I am currently attending the annual conference of the Society for Cinema and Media Studies. The 55th of its kind which is taking place in Seattle this year. Yesterday I gave a talk to a small but dedicated crowd on video essays as a (possible) research practice in film historical scholarship and was overall quite happy with how it went. You can read the abstract for my presentation below.
So, now it is time to enjoy a wealth of great talks and projections until Sunday. I am especially looking forward to Saturday’s screening of Harry Smith’s Heaven and Earth Magic (1957/1962) together with a program of classic experimental films by among others Jud Yalkut. The remaining days will also be a time for meeting people with whom I share research interests and who I do not get a chance to see often, and of course to drink coffee; Seattle is full of great cafés!
From Film Historiography to Videography: Film Historical Video Essays as Scolarly Research Practice
Recently established online academic journals and video communities such as Frames Cinema Journal and Audiovisualcy testify to an increased tendency to research film history in the form of video essays. While films on film history have existed in the forms of compilation films since the 1920s as a means of discerning aesthetically significant films, and in filmic appropriation art and documentaries since the late 1960s at a nexus with academic film history, the proliferation of scholarly video essays indicates that audiovisual film history is gaining momentum as a conventional scholarly practice. With attention to this development, this paper adresses the need for developing standards for assessing scholarly video essays and critically evaluate the perspectives they establish on film history. The aim of raising such a discussion the paper stresses, is to facilitate the further integration of the scholarly video essay into academia as a research practice. To answer how this could be done, the paper proposes a conceptual avenue which combines meta-historical perspectives from scholarship on filmic appropration art and current debates in digital humanities on the evaluation of digital scholarship.
To bridge these two perspectives the paper takes its cue from the recent introduction to digital scholarship, Digital_Humanities (MIT Press, 2012), co-authored by Anne Burdick, Johanna Drucker, Peter Lunenfeld, Todd Presner and Jeffrey Schnapp which invokes the subjective filmmaking of Chris Marker and Errol Morris as a conceptual model for evaluating time-based digital scholarship1. Departing from their proposition, the paper reflects upon the intersection between scholarly film historiography and independent filmmaking, thinking along the lines of film scholar Bart Testa’s conception of filmic appropriations as ”pedagogical interventions” applicable for teaching in film studies curricula (Testa, 1992) and the meta-historical perspective developed by film scholar Christa Blümlinger on the appropration works of Jean-Luc Godard, Ken Jacobs and Alexander Kluge (Blümlinger, 2009). Mobilizing key concepts from these scholars’ works such as moment, materiality and re-enactment in relation to examples of video essays from Frames and Audiovisualcy, the paper expounds on these concepts’ applicability as scholarly standards for evaluating film historical video essays, to conclusively propose a new direction for their further integration into scholarly practice.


Search the entries for the word "medial". Copy each line in which it is found.

(Records from a collection of figures)
--

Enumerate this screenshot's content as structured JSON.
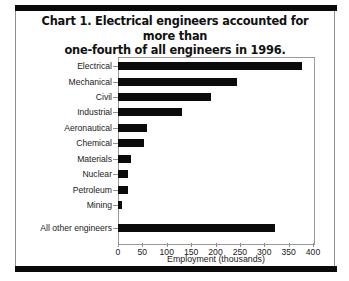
{
  "chart_data": {
    "type": "bar",
    "orientation": "horizontal",
    "title": "Chart 1. Electrical engineers accounted for more than one-fourth of all engineers in 1996.",
    "title_line1": "Chart 1. Electrical engineers accounted for more than",
    "title_line2": "one-fourth of all engineers in 1996.",
    "xlabel": "Employment (thousands)",
    "ylabel": "",
    "xlim": [
      0,
      400
    ],
    "xticks": [
      0,
      50,
      100,
      150,
      200,
      250,
      300,
      350,
      400
    ],
    "xtick_labels": [
      "0",
      "50",
      "100",
      "150",
      "200",
      "250",
      "300",
      "350",
      "400"
    ],
    "grid": false,
    "legend": false,
    "bar_color": "#0b0b0b",
    "categories": [
      "Electrical",
      "Mechanical",
      "Civil",
      "Industrial",
      "Aeronautical",
      "Chemical",
      "Materials",
      "Nuclear",
      "Petroleum",
      "Mining",
      "All other engineers"
    ],
    "values": [
      377,
      244,
      190,
      132,
      60,
      53,
      27,
      21,
      21,
      9,
      322
    ]
  }
}
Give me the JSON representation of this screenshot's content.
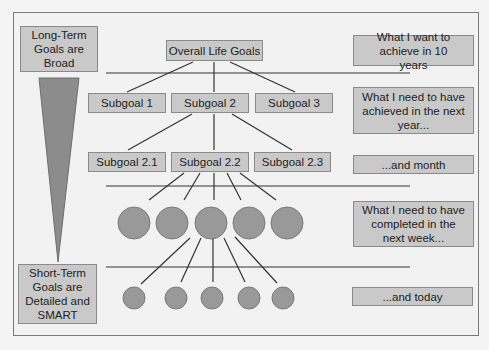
{
  "left_labels": {
    "top": "Long-Term Goals are Broad",
    "bottom": "Short-Term Goals are Detailed and SMART"
  },
  "tree": {
    "root": "Overall Life Goals",
    "level1": [
      "Subgoal 1",
      "Subgoal 2",
      "Subgoal 3"
    ],
    "level2": [
      "Subgoal 2.1",
      "Subgoal 2.2",
      "Subgoal 2.3"
    ],
    "level3_count": 5,
    "level4_count": 5
  },
  "right_labels": [
    "What I want to achieve in 10 years",
    "What I need to have achieved in the next year...",
    "...and month",
    "What I need to have completed in the next week...",
    "...and today"
  ],
  "colors": {
    "box_fill": "#c9c9c9",
    "box_border": "#8a8a8a",
    "circle_fill": "#999999",
    "triangle_fill": "#8c8c8c",
    "line": "#333333",
    "background": "#f2f2f2"
  }
}
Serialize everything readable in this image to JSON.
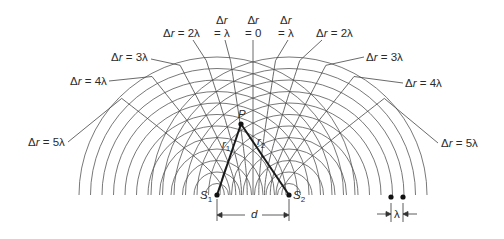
{
  "figure": {
    "geometry": {
      "S1": [
        217,
        195
      ],
      "S2": [
        289,
        195
      ],
      "P": [
        241,
        124
      ],
      "wavelength_px": 11.5,
      "arc_count": 12
    },
    "colors": {
      "line": "#555555",
      "bold": "#1a1a1a",
      "text": "#2a2a2a"
    },
    "points": {
      "S1": {
        "letter": "S",
        "sub": "1"
      },
      "S2": {
        "letter": "S",
        "sub": "2"
      },
      "P": {
        "letter": "P"
      }
    },
    "distances": {
      "r1": {
        "letter": "r",
        "sub": "1"
      },
      "r2": {
        "letter": "r",
        "sub": "2"
      },
      "d": "d",
      "lambda": "λ"
    },
    "path_difference_labels": [
      {
        "id": "left-5",
        "n": -5,
        "text": "Δr = 5λ",
        "x": 28,
        "y": 136,
        "anchor": [
          68,
          142
        ]
      },
      {
        "id": "left-4",
        "n": -4,
        "text": "Δr = 4λ",
        "x": 70,
        "y": 75,
        "anchor": [
          109,
          81
        ]
      },
      {
        "id": "left-3",
        "n": -3,
        "text": "Δr = 3λ",
        "x": 111,
        "y": 51,
        "anchor": [
          151,
          59
        ]
      },
      {
        "id": "left-2",
        "n": -2,
        "text": "Δr = 2λ",
        "x": 163,
        "y": 27,
        "anchor": [
          193,
          40
        ]
      },
      {
        "id": "left-1",
        "n": -1,
        "top": "Δr",
        "bottom": "= λ",
        "x": 214,
        "y": 14,
        "anchor": [
          225,
          40
        ]
      },
      {
        "id": "zero",
        "n": 0,
        "top": "Δr",
        "bottom": "= 0",
        "x": 245,
        "y": 14,
        "anchor": [
          253,
          40
        ]
      },
      {
        "id": "right-1",
        "n": 1,
        "top": "Δr",
        "bottom": "= λ",
        "x": 278,
        "y": 14,
        "anchor": [
          288,
          40
        ]
      },
      {
        "id": "right-2",
        "n": 2,
        "text": "Δr = 2λ",
        "x": 316,
        "y": 27,
        "anchor": [
          322,
          40
        ]
      },
      {
        "id": "right-3",
        "n": 3,
        "text": "Δr = 3λ",
        "x": 366,
        "y": 51,
        "anchor": [
          364,
          57
        ]
      },
      {
        "id": "right-4",
        "n": 4,
        "text": "Δr = 4λ",
        "x": 405,
        "y": 77,
        "anchor": [
          403,
          83
        ]
      },
      {
        "id": "right-5",
        "n": 5,
        "text": "Δr = 5λ",
        "x": 441,
        "y": 137,
        "anchor": [
          438,
          143
        ]
      }
    ],
    "wavelength_marker": {
      "dot1": [
        391,
        197
      ],
      "dot2": [
        403,
        197
      ],
      "label": "λ"
    }
  }
}
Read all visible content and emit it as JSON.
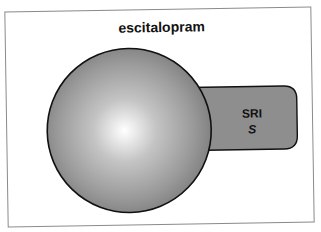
{
  "title": "escitalopram",
  "tab": {
    "label": "SRI",
    "sublabel": "S"
  },
  "colors": {
    "frame_border": "#8a8a8a",
    "sphere_center": "#ffffff",
    "sphere_edge": "#7c7c7c",
    "sphere_stroke": "#111111",
    "tab_fill": "#8e8e8e",
    "text": "#111111"
  }
}
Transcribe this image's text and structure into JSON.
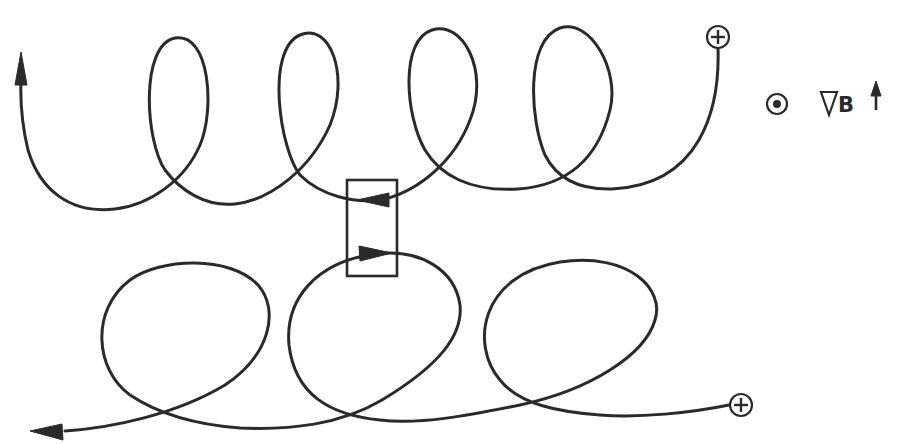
{
  "diagram": {
    "colors": {
      "stroke": "#2a2a2a",
      "background": "#ffffff"
    },
    "legend": {
      "field_symbol": "dot-in-circle (B out of page)",
      "gradient_label": "B",
      "gradient_symbol": "∇",
      "gradient_direction": "up"
    },
    "trajectories": [
      {
        "id": "upper",
        "start_charge": "+",
        "start_position": "upper-right",
        "drift_direction": "left",
        "loop_count": 4,
        "loop_shape": "tall narrow loops",
        "end": "arrow pointing up at left"
      },
      {
        "id": "lower",
        "start_charge": "+",
        "start_position": "lower-right",
        "drift_direction": "left",
        "loop_count": 3,
        "loop_shape": "wide round loops",
        "end": "arrow pointing left at bottom-left"
      }
    ],
    "highlight_box": {
      "description": "rectangle highlighting opposing velocity arrows between the two trajectories",
      "arrows": [
        "left (upper)",
        "right (lower)"
      ]
    }
  }
}
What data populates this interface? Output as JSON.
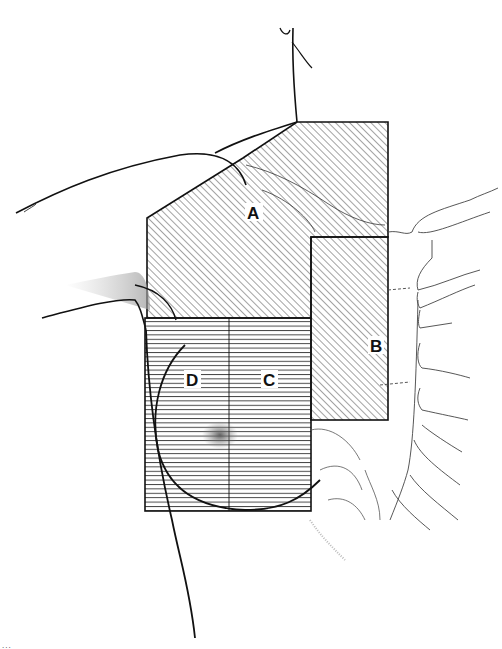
{
  "figure": {
    "type": "anatomical-diagram",
    "regions": [
      {
        "id": "A",
        "label": "A",
        "hatch": "diagonal",
        "description": "upper block over shoulder/axilla and upper chest"
      },
      {
        "id": "B",
        "label": "B",
        "hatch": "diagonal",
        "description": "medial vertical block over ribs/sternum edge"
      },
      {
        "id": "C",
        "label": "C",
        "hatch": "horizontal",
        "description": "medial half of lower rectangle over breast"
      },
      {
        "id": "D",
        "label": "D",
        "hatch": "horizontal",
        "description": "lateral half of lower rectangle over breast"
      }
    ],
    "colors": {
      "ink": "#111111",
      "background": "#ffffff",
      "hatch": "#333333",
      "rib_lines": "#555555"
    }
  },
  "caption": {
    "text": "..."
  }
}
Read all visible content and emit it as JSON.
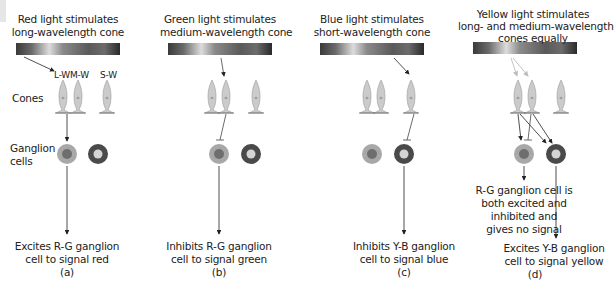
{
  "figure": {
    "row_labels": {
      "cones": "Cones",
      "ganglion_line1": "Ganglion",
      "ganglion_line2": "cells"
    },
    "cone_labels": [
      "L-W",
      "M-W",
      "S-W"
    ],
    "panels": [
      {
        "id": "a",
        "label": "(a)",
        "title_lines": [
          "Red light stimulates",
          "long-wavelength cone"
        ],
        "caption_lines": [
          "Excites R-G ganglion",
          "cell to signal red"
        ]
      },
      {
        "id": "b",
        "label": "(b)",
        "title_lines": [
          "Green light stimulates",
          "medium-wavelength cone"
        ],
        "caption_lines": [
          "Inhibits R-G ganglion",
          "cell to signal green"
        ]
      },
      {
        "id": "c",
        "label": "(c)",
        "title_lines": [
          "Blue light stimulates",
          "short-wavelength cone"
        ],
        "caption_lines": [
          "Inhibits Y-B ganglion",
          "cell to signal blue"
        ]
      },
      {
        "id": "d",
        "label": "(d)",
        "title_lines": [
          "Yellow light stimulates",
          "long- and medium-wavelength",
          "cones equally"
        ],
        "caption_lines": [
          "Excites Y-B ganglion",
          "cell to signal yellow"
        ],
        "note_lines": [
          "R-G ganglion cell is",
          "both excited and",
          "inhibited and",
          "gives no signal"
        ]
      }
    ],
    "colors": {
      "rg_cell_outer": "#a8a8a8",
      "rg_cell_inner": "#6e6e6e",
      "yb_cell_outer": "#4a4a4a",
      "yb_cell_inner": "#d4d4d4",
      "cone_fill": "#c9c9c9",
      "arrow": "#222222",
      "yellow_arrow": "#bdbdbd"
    }
  }
}
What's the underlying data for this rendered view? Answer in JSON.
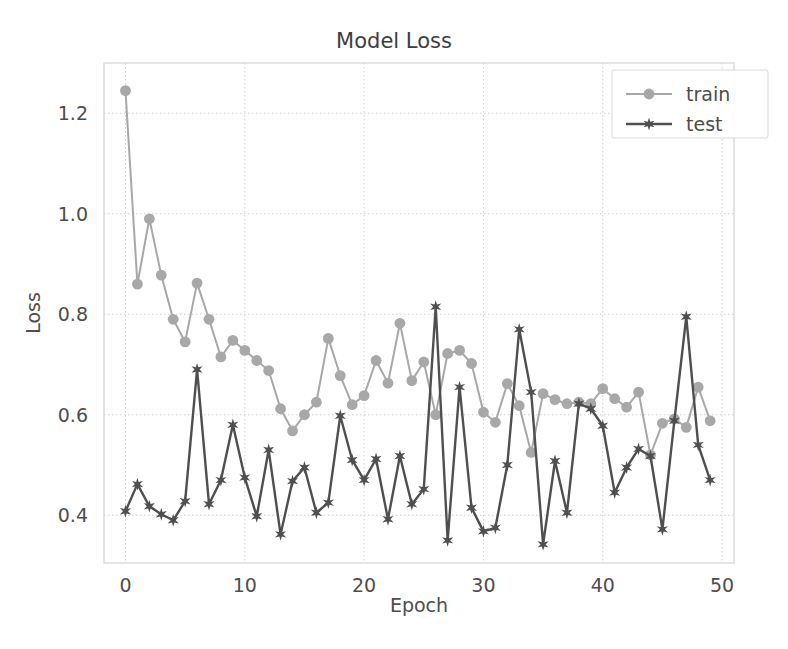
{
  "chart_data": {
    "type": "line",
    "title": "Model Loss",
    "xlabel": "Epoch",
    "ylabel": "Loss",
    "xlim": [
      -1.8,
      51
    ],
    "ylim": [
      0.305,
      1.3
    ],
    "grid": true,
    "legend_position": "upper right",
    "xticks": [
      0,
      10,
      20,
      30,
      40,
      50
    ],
    "xtick_labels": [
      "0",
      "10",
      "20",
      "30",
      "40",
      "50"
    ],
    "yticks": [
      0.4,
      0.6,
      0.8,
      1.0,
      1.2
    ],
    "ytick_labels": [
      "0.4",
      "0.6",
      "0.8",
      "1.0",
      "1.2"
    ],
    "x": [
      0,
      1,
      2,
      3,
      4,
      5,
      6,
      7,
      8,
      9,
      10,
      11,
      12,
      13,
      14,
      15,
      16,
      17,
      18,
      19,
      20,
      21,
      22,
      23,
      24,
      25,
      26,
      27,
      28,
      29,
      30,
      31,
      32,
      33,
      34,
      35,
      36,
      37,
      38,
      39,
      40,
      41,
      42,
      43,
      44,
      45,
      46,
      47,
      48,
      49
    ],
    "series": [
      {
        "name": "train",
        "color": "#a8a8a8",
        "marker": "circle",
        "values": [
          1.245,
          0.86,
          0.99,
          0.878,
          0.79,
          0.745,
          0.862,
          0.79,
          0.715,
          0.748,
          0.728,
          0.708,
          0.688,
          0.612,
          0.568,
          0.6,
          0.625,
          0.752,
          0.678,
          0.62,
          0.638,
          0.708,
          0.663,
          0.782,
          0.668,
          0.705,
          0.6,
          0.722,
          0.728,
          0.702,
          0.605,
          0.585,
          0.662,
          0.618,
          0.525,
          0.642,
          0.63,
          0.622,
          0.625,
          0.622,
          0.652,
          0.632,
          0.615,
          0.645,
          0.52,
          0.583,
          0.592,
          0.575,
          0.655,
          0.588
        ]
      },
      {
        "name": "test",
        "color": "#4f4f4f",
        "marker": "star",
        "values": [
          0.408,
          0.462,
          0.418,
          0.402,
          0.39,
          0.428,
          0.69,
          0.422,
          0.47,
          0.58,
          0.475,
          0.398,
          0.53,
          0.362,
          0.468,
          0.495,
          0.405,
          0.425,
          0.598,
          0.51,
          0.47,
          0.512,
          0.392,
          0.518,
          0.422,
          0.452,
          0.815,
          0.35,
          0.655,
          0.415,
          0.368,
          0.375,
          0.5,
          0.77,
          0.645,
          0.342,
          0.508,
          0.405,
          0.622,
          0.612,
          0.578,
          0.445,
          0.495,
          0.532,
          0.518,
          0.372,
          0.588,
          0.795,
          0.54,
          0.47
        ]
      }
    ]
  },
  "legend": {
    "entries": [
      {
        "label": "train"
      },
      {
        "label": "test"
      }
    ]
  }
}
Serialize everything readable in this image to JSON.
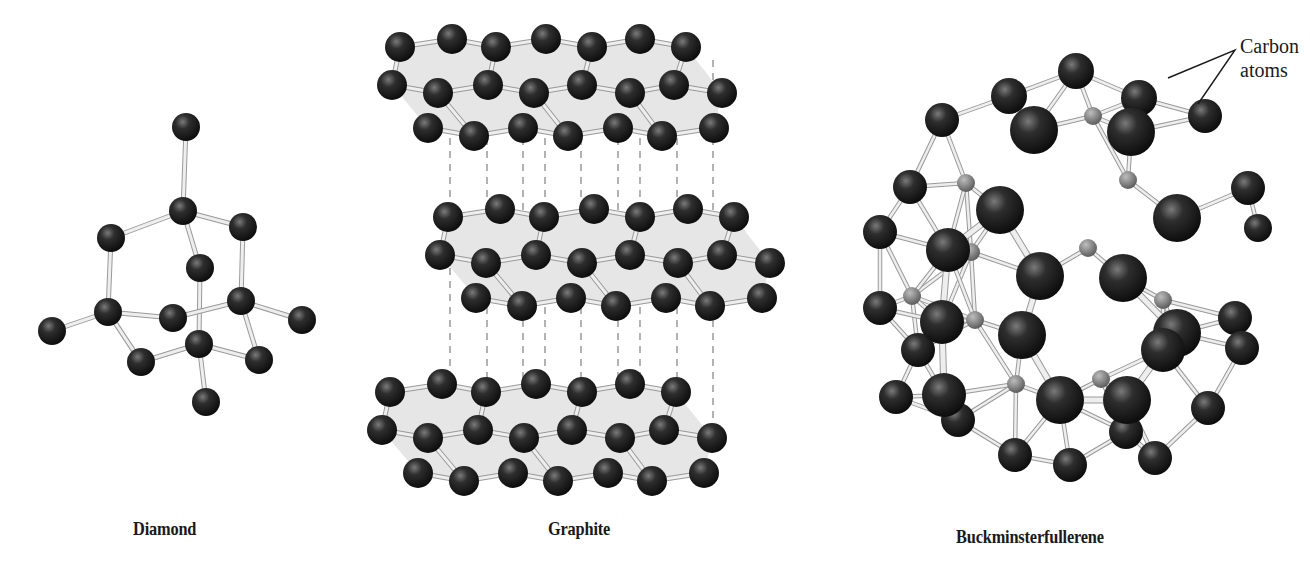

--

> [EXERCISE RESPONSE]:
        "description": "medial vertical block over ribs/sternum edge"
        "description": "medial half of lower rectangle over breast"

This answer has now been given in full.